Brokeback Mountain is a luminous, startling and sorrowful portrait of a love that truly can't be spoken of by its nearly wordless participants. As such, it is almost as affecting and classically sound as Romeo and Juliet. Therefore, it's not only important to see this film. To wrestle with its successes and mild imperfections is practically a civic duty of thinking persons, lest we should give in, the way Ennis Del Mar nearly does when he says ruefully to his beloved Jack: "If you can't fix it, you gotta stand it."

2011年7月13日星期三

For you,a thousand times over. No one else can like you like I do.
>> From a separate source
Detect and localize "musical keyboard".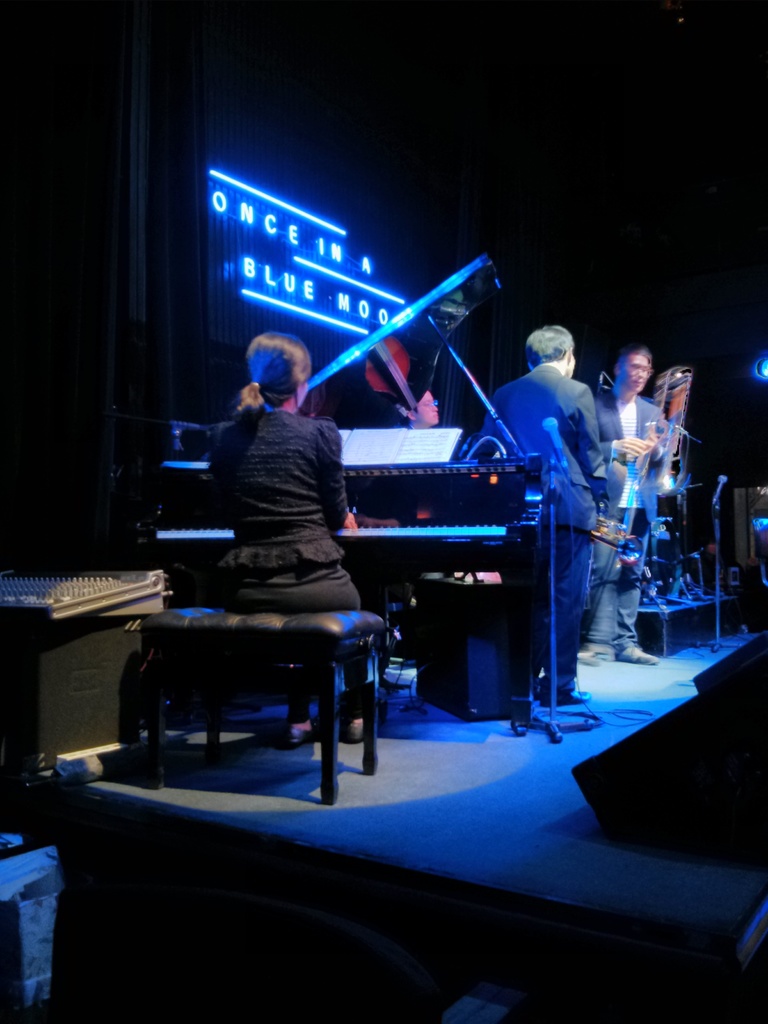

I wish I knew how to quit you. I don't want to say goodbye to you for ever.


Baby won't you tell me why there is sadness in your eyes
I don't wanna say goodbye to you
Love is one big illusion I should try to forget
but there is something left in my head

You're the one who set it up now you're the one to make it stop
I'm the one who's feeling lost right now
Now you want me to forget every little thing you said
but there is something left in my head

Chorus:I won't forget the way you're kissing
The feeling's so strong were lasting for so long
But I'm not the man your heart is missing
That's why you go away I know

You were never satisfied no matter how I tried
Now you wanna say goodbye to me
Love is one big illusion I should try to forget
but there is something left in my head

Chorus:I won't forget the way you're kissing
The feeling's so strong were lasting for so long
But I'm not the man your heart is missing
That's why you go away I know

Sitting here all alone in the middle of nowhere
Don't know which way to go
There ain't so much to say now between us
There ain't so much for you
There ain't so much for me anymore

Chorus:I won't forget the way you're kissing
The feeling's so strong were lasting for so long
But I'm not the man your heart is missing
That's why you go away I know
That's why you go away I know

How can you see into my eyes like open doors?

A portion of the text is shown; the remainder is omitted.